Jack hesitated, watching the waiter open the bottle of beer. He fumbled in his pocket and tossed two hundred lire on the tray for the waiter who bowed ceremoniously to him in thanks.

“Jack,” Hélène said, “did you hear me?”

“Yes, I heard you,” Jack said.

“Wouldn’t it be nice if I came down?”

The idea of having Hélène by his side for the next few days, staving off Carlotta, acting as a buffer against Bresach and Clara, being there to talk over the problems presented by Holt’s offer, was suddenly marvelously attractive.

“Well,” he started to say, “I think…”

There was a burst of laughter over the phone, from the guests at Bert and Vivian’s, and the balalaika and the gypsy voice came loudly over the wire. Now that’s too much, Jack thought, giving in irritably to his nerves. If she wanted so damned much to talk to me, she could have at least found a quiet room to call from.
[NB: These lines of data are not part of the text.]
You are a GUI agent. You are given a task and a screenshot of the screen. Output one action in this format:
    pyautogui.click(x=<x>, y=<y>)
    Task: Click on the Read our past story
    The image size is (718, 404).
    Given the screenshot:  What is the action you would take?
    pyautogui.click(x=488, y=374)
Perversely, he remembered her complaining at the airport that he hadn’t made love to her for two weeks and accusing him of being eager to leave. The claims, ambushes, demands, entrapments, of women. The music on the wire was infuriating him. He felt himself trembling. He knew he didn’t want his wife in this room. He felt cold, unconnected, grateful for the distance between them. Whatever love he was capable of in his exhaustion and worry, he was saving for Delaney. At that moment, he felt, if Hélène pressed him, he might say that he never wanted to see her again.